You Can’t Downward Dog Away Your Trauma

Published on 20 June 2025 at 06:53

"The difference between feeling better and getting better."

There’s a growing trend in mental health circles where anything that feels soothing gets labeled as “trauma healing.” Trauma-informed yoga is one of the biggest culprits. And while stretching and deep breathing have their place, let’s be honest—you’re not going to yoga-pose your way out of PTSD.

I don’t say that to mock people who’ve found relief through movement or mindfulness. But I do say it as a therapist who treats trauma with evidence-based interventions, not improvisational wellness routines dressed up as therapy. Trauma is complex. It affects how people think, behave, attach, and regulate emotion. And real trauma work—the kind that helps people change—requires more than soft music and breathing cues.

Yet, in some circles, trauma-informed yoga is sold as if it’s the cure. It's often bundled alongside other "modalities" like forest screaming, ecstatic dance, horse whispering, and whatever other retreat fad happens to trend that week. These practices are marketed under the seductive promise of “healing your inner child” or “releasing trauma from the body.” But here’s the problem: they’re not trauma treatment.

At best, these are adjuncts—ways to self-soothe or re-engage with one’s body in a non-threatening way. And yes, body awareness matters. Trauma often leaves people disconnected from their physical experience. But helping someone feel their feet on the ground is not the same thing as resolving what happened in childhood, combat, or abuse.

Let’s be clear:

Feeling better isn’t the same as getting better.

Clinical trauma recovery takes structure. It takes commitment. And it often takes discomfort—sitting with memories, learning to reframe them, practicing new behaviors, and staying the course when it's easier to withdraw.

Here’s what actually treats trauma:

  • Cognitive Behavioral Therapy (CBT)

  • Prolonged Exposure Therapy

  • EMDR

  • Acceptance and Commitment Therapy (ACT)

  • Cognitive Processing Therapy (CPT)

These methods have been studied, tested, and refined. They’re not sexy. They don’t involve incense or guided stretching. But they work.

Now, if a client tells me that yoga helps them feel more grounded or less anxious before sessions, great. That’s useful. But when it gets promoted as a standalone trauma solution, it sends a dangerous message: You can skip the hard work of therapy and just stretch it out.

Trauma survivors deserve more than that. They deserve real change. And real change comes from treatment—not trends.

If you're ready to get serious about your healing—not just feeling better in the moment, but actually changing how your trauma shows up in your life—then it's time for real therapy.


_TASK ITEM_. Please give the whole listing again word for word, and drop any pictures it holds.

_EXERCISE DATA_.
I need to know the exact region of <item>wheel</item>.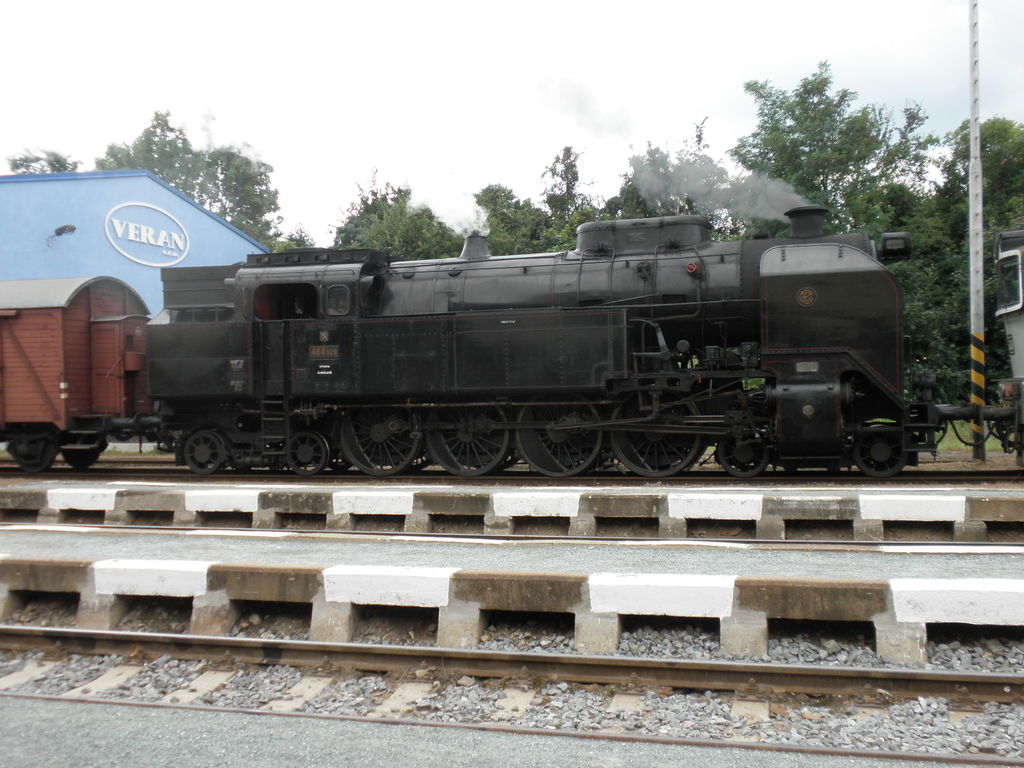
Region: [left=0, top=436, right=54, bottom=476].
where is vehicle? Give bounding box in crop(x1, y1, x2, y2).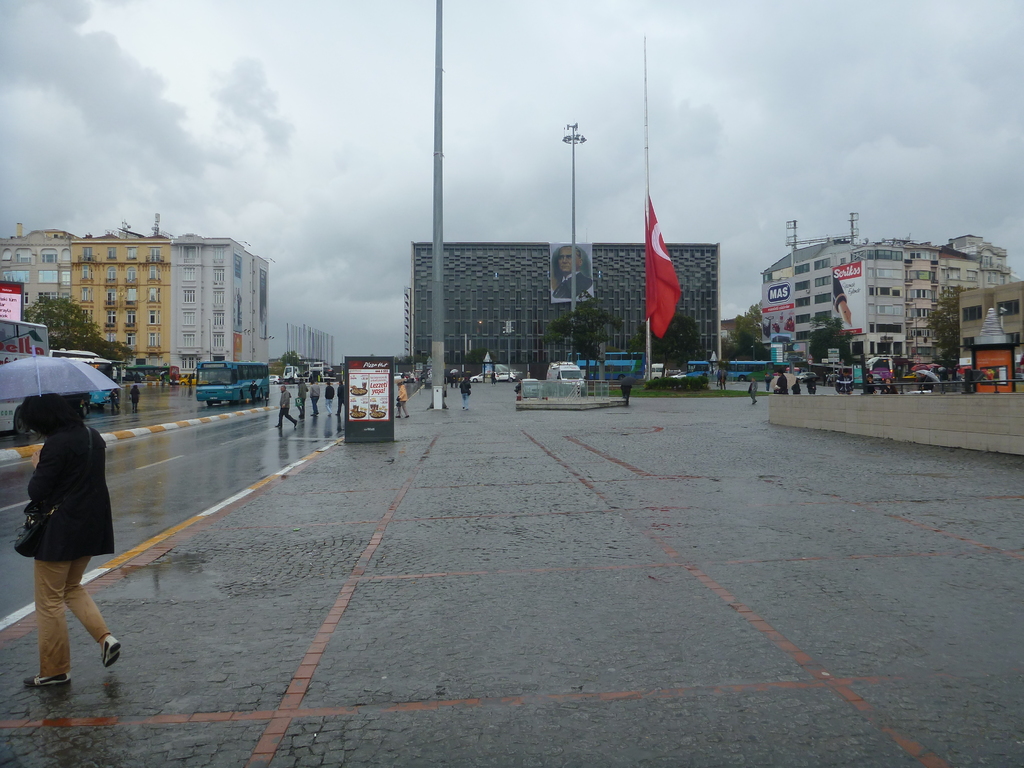
crop(469, 371, 495, 385).
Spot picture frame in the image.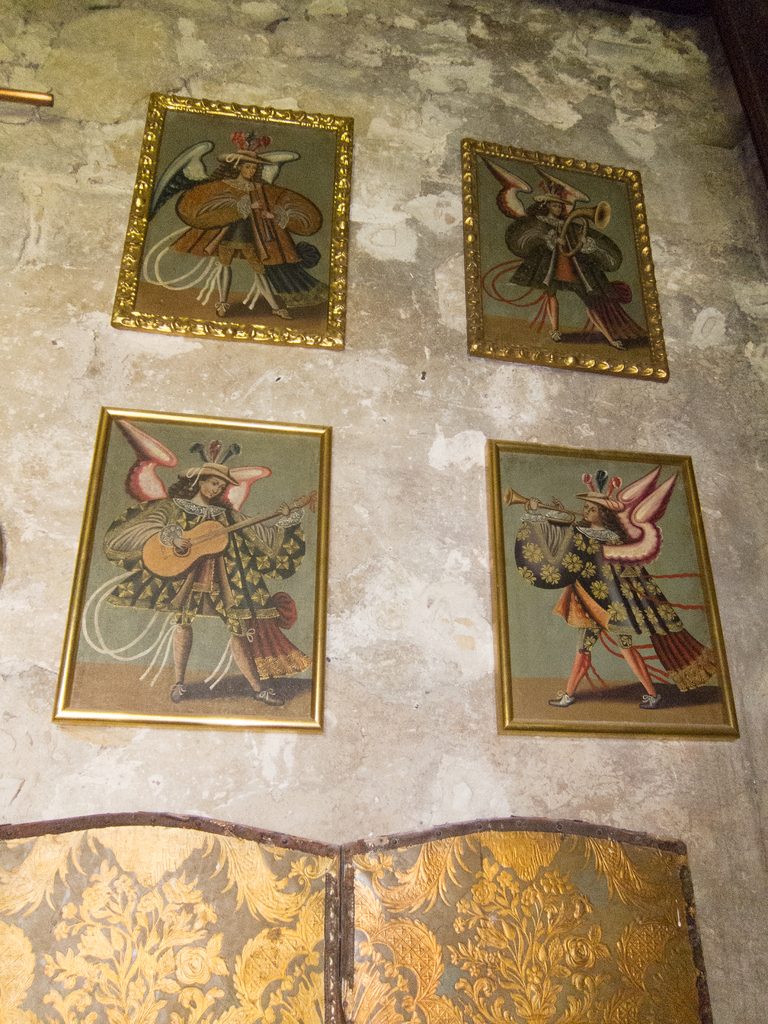
picture frame found at (left=51, top=403, right=322, bottom=732).
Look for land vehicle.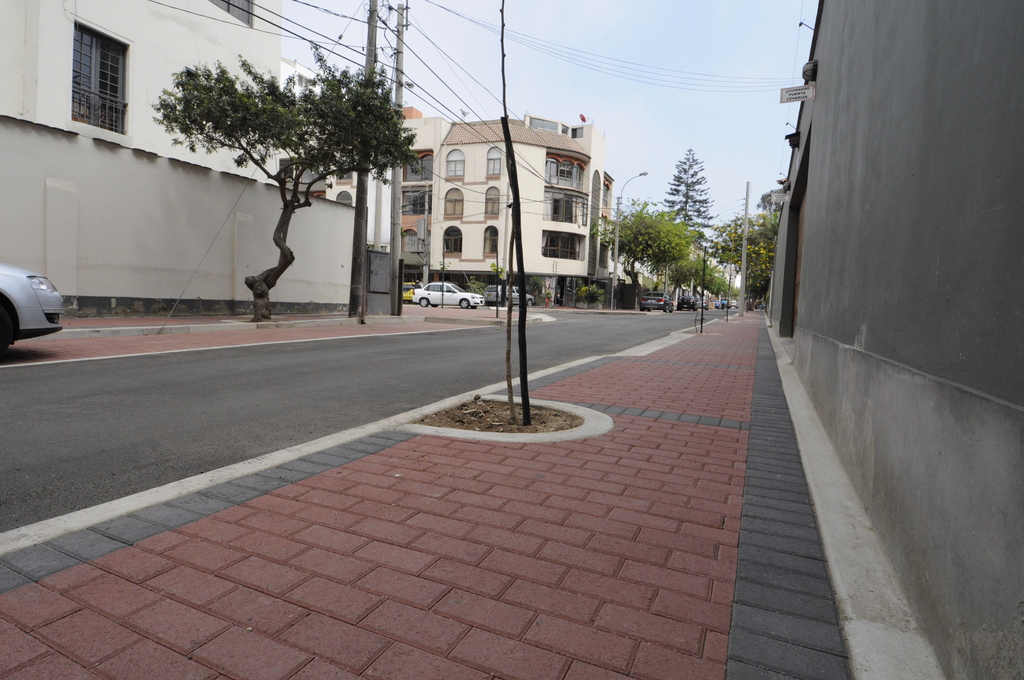
Found: <region>692, 295, 708, 311</region>.
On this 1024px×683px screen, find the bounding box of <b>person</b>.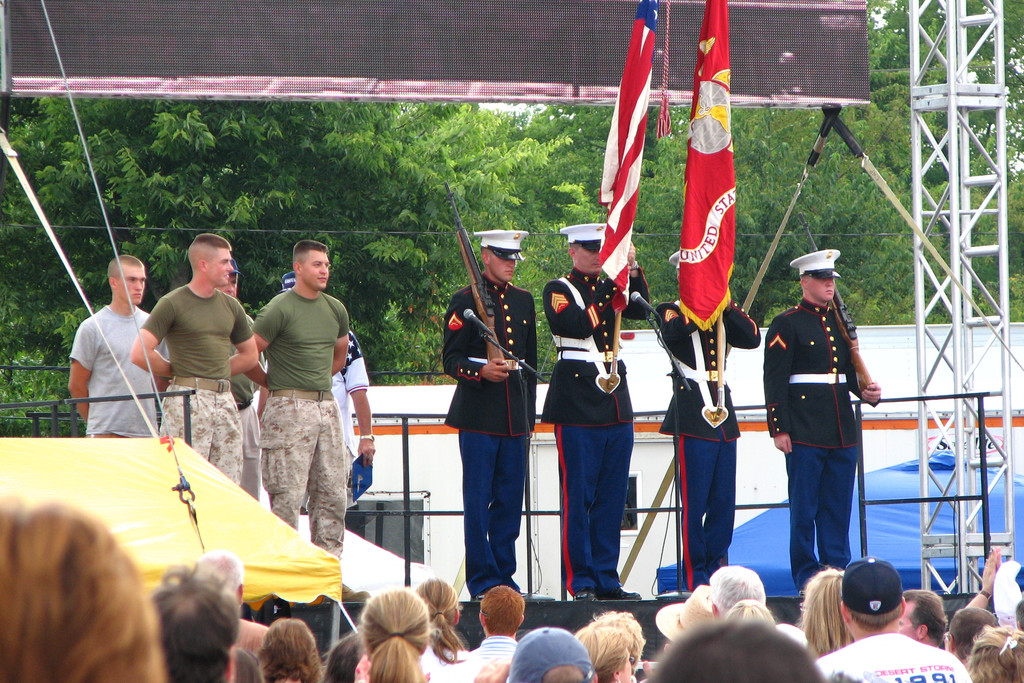
Bounding box: region(655, 249, 760, 595).
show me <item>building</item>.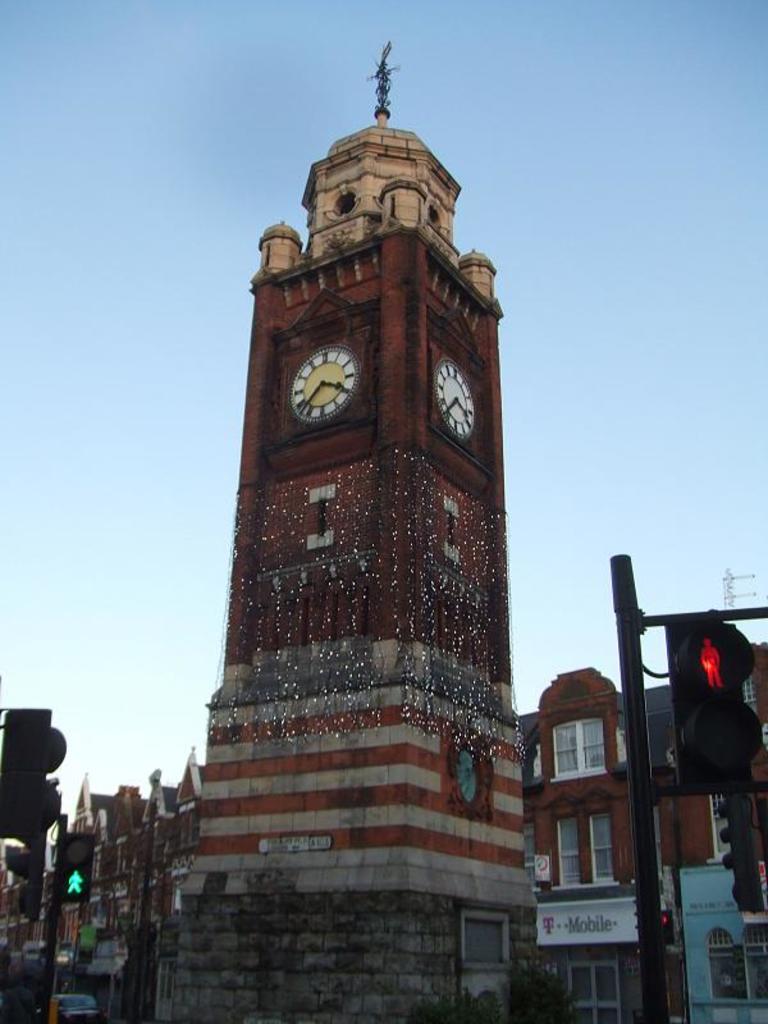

_ANSWER SPACE_.
I need to know the exact region of <item>wheel</item>.
Region: [left=0, top=436, right=54, bottom=476].
where is vehicle? Give bounding box in crop(x1, y1, x2, y2).
crop(469, 371, 495, 385).
Spot picture frame in the image.
picture frame found at (left=51, top=403, right=322, bottom=732).
Look for land vehicle.
Found: <region>692, 295, 708, 311</region>.
On this 1024px×683px screen, find the bounding box of <b>person</b>.
Bounding box: region(655, 249, 760, 595).
show me <item>building</item>.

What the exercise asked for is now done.